Paying closer attention to their uniforms, they had holes in it and were not all similar, same for the guns, why would they be officials? Why not some citizens waiting for tourists behind a bush and appearing as they leave to racket them knowing that they would not dare to argue? Which proof did we have? Uzbekistan made us very reluctant to trust uniforms and the local authorities since uniforms can be bought or found and local authorities are corrupted.

We refused to pay, explaining that they would either bring us down to a police station in the city centre or we would just walk away. They pretended to not understand but soon recognised that we were too poor to give away the equivalent of fifty US Dollars that easily. They let us go, swearing at us. Our two Nordic friends fell into the same ambuscade but ran away from it thanks to their Russian knowledge and an obvious lack of funding as well.

“Kazakhstan greatest country in the world”

We did not see any cars going back to the centre and had to walk back to the bus stop. We walked in front of the restaurant where Vladimir Putin went with Nursultan Nazarbayev during one of his diplomatic visits despite Kazakhstan trying to increase its independence from Russian-led alliances as was expressed when the country expanded trade linkages in the energy and agriculture sectors with Ukraine. Nursultan Nazarbayev has been holding on the president seat since 1991 and received 97.7 per cent of the vote in April 2015. The five-year-term for presidents does not apply to him.

This was our last day here and would not come back before the ten days we would spend in Kyrgyzstan trekking to the Ala Kul , Son Koul and Yssyk Koul lakes, we would miss this comfort, and our little layover in Bishkek confirmed this very promptly. This “Land of the Wanderers” left us very perplexed about Central Asia. Almaty’s landscape has similarities with New York during the 20th century while a significant percentage of the population kept its nomadic habits. The average person lives with 330 US dollars a month; whereas, orders for Bentley’s are skyrocketing. Kazakhstan, along with Azerbaijan, are new luxury destinations, mostly thanks to the abundance of oil and metal resources. The contrast between the Soviet past and an ostentatious future is powerful. The aesthetic juxtapositions are cacophonous but captivating. When we would get back, maybe we would manage to reach Baikonur Cosmodrome, the main launch site for Soviet and Russian space exploration from where Sputnik 1 took off.

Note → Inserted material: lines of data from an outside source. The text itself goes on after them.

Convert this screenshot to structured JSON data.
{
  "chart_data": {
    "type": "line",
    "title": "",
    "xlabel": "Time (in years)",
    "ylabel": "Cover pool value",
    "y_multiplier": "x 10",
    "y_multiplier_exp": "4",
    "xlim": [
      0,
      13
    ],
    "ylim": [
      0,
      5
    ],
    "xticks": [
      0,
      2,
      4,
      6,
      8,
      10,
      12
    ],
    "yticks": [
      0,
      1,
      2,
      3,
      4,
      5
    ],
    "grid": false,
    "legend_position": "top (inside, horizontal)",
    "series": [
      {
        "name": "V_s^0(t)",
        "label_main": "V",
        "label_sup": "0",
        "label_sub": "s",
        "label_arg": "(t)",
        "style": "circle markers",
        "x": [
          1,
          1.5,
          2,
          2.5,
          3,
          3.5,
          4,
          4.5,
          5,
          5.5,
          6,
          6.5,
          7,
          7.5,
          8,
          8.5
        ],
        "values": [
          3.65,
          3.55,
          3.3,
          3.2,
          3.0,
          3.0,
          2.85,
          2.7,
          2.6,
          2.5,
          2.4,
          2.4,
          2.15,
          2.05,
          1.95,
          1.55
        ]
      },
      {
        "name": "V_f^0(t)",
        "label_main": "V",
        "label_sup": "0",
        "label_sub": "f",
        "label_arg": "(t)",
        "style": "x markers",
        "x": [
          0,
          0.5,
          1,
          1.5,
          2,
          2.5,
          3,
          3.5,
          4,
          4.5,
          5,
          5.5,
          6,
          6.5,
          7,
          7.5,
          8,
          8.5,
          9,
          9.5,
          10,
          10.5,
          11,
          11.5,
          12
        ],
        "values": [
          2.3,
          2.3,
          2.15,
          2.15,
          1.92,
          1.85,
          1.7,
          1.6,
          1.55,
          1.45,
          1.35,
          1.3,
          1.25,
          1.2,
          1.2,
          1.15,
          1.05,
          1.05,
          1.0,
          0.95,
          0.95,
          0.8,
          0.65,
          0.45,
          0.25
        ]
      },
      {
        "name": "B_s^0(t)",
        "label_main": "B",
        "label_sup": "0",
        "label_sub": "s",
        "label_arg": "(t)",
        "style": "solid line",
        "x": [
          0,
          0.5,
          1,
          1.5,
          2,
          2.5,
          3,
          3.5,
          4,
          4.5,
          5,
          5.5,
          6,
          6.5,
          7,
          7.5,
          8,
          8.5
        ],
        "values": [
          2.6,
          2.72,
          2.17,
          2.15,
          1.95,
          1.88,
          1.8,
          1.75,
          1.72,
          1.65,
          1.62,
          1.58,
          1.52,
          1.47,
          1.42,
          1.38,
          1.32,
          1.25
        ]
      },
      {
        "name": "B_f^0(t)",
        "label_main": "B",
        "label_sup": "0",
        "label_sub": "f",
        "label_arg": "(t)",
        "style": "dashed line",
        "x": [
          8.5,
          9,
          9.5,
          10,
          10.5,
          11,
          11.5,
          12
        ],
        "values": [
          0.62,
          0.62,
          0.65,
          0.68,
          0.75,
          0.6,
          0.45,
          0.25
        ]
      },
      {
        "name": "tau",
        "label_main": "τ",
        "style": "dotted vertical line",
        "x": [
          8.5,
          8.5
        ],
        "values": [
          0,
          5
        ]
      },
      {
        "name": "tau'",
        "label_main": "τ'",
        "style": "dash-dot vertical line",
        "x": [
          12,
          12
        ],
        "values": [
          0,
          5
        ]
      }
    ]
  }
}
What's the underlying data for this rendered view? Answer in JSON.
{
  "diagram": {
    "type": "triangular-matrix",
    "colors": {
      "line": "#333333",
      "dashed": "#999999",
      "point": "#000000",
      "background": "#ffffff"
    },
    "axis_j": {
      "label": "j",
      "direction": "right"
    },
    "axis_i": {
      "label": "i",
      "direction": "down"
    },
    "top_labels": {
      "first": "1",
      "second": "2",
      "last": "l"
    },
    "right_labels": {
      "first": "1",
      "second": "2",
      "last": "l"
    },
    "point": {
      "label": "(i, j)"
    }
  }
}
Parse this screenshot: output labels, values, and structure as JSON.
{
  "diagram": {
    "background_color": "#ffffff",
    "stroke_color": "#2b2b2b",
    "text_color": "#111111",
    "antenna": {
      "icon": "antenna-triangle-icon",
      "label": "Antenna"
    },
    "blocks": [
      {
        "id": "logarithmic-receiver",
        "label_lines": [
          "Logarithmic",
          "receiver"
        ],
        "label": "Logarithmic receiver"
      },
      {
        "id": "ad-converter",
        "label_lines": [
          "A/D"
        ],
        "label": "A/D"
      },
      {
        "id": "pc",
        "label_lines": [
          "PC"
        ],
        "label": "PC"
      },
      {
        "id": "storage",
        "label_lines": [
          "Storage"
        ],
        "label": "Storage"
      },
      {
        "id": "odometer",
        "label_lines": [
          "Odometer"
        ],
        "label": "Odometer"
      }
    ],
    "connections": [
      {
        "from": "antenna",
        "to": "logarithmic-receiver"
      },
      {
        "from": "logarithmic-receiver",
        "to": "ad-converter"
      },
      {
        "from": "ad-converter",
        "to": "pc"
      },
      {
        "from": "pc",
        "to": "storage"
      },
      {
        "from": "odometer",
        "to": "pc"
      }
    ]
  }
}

In the early morning, we left for Sayran, one of the bus stations of Almaty, another Stallinist empire style building, which looks like a victim of Dinmukhamed Kunayeva, a leading Kazakh Soviet communist who convinced Moscow that he could transform Almaty into an appropriate capital of the Republic of the Soviet Union. However, it was opened in 2015 and was just made to be utilitarian. We now had to find our Marshrutka, an economical mini-van carrying passengers for long distances for a few tenge. This time we made sure to have some Kyrgyz som with us to not be left at the frontier, unable to pay a freshly-invented fee for foreigners. We would miss these French fries from the Aurora coffee place, I could already sense it.

Sandra Lambert was born in France to then live in Canada, the United Kingdom and Singapore. After a Master degree in Business and Economics at University College London (UCL), she started her career in finance at Bloomberg. She recently left her role to travel the world and explore secluded places.